What you [Pakistanis] write in your history books are the gospels truth; the rest of the world is hypocrites. Who set the train on fire with women and children burned alive? People will react. Try doing that in west and seeing the reaction. As for Samjota express people have been arrested and charged it’s an ongoing investigation. India army is under the control of the Parliament. Not like Pakistan. Get your facts right.
The cruel caste system is not part of the Santham Dharma. This rigid system came in with India contacts with the foreign influences, who believe in [to this day] serfs, slavery and class system. There is still slavery in the Islamism’s world to this day. If you can show me where it says in Veda that there is rigidA caste system, I will accept your argument. The truth is in India population of minority is growing and in Pakistan from 30% now to 5% and we mustn’t mention all those murdered under the blasphemy law! You in Pakistan have the worse, caste system, class, ethnic, religious culture in the world. You are one number one terrorist exporting country.

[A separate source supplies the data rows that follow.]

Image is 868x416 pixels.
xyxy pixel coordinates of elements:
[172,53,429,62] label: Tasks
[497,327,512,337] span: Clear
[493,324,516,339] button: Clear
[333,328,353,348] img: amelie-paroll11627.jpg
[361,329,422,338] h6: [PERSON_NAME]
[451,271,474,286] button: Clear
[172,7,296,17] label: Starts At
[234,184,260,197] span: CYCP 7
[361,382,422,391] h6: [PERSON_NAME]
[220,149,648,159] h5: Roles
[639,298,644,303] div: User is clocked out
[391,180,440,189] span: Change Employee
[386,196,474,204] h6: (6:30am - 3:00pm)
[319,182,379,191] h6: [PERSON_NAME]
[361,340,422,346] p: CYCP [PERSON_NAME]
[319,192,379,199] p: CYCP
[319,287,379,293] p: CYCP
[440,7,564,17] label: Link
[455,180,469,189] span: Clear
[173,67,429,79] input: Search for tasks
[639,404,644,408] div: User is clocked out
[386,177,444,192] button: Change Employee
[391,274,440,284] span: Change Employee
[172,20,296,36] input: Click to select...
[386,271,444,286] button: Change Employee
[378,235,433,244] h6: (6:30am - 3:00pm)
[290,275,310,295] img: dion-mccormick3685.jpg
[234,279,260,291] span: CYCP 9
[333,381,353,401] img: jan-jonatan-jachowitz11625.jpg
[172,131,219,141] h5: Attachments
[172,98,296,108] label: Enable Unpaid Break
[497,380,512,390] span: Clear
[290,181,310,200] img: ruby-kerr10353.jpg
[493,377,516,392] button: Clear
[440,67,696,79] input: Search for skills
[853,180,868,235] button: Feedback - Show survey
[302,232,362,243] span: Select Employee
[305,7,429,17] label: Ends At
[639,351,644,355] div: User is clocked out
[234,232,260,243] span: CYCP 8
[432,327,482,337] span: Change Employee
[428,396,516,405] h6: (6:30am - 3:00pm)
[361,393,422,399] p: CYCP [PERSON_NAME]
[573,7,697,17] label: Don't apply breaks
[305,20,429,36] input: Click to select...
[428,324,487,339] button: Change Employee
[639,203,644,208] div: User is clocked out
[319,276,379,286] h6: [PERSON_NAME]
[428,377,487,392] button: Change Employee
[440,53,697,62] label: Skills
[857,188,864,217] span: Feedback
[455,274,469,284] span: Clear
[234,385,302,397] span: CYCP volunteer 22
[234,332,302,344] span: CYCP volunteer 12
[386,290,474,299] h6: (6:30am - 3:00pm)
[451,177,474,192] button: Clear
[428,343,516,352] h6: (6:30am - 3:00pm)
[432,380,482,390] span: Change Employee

China also as a bigger army than India and Pakistan. What’s your point?
Indian has broken no international law on the dam. Chinese are also building dam!
As for Kashmir, you people talk utter rubbish and tell blatant lies. Just drop few words here and there with some emotional diatribe and the world should appease you guys. If you want the Kashmir’s issue settled. I suggest you read the U.N resolution and follow the steps, instead telling pack of lies to the world. If you want to discuss the issue here and now be my guest.
As Nawaz sharif said in 1976 , that our culture is West of India. I suggest you return to Iran, Bagdad or Saudi Arabia.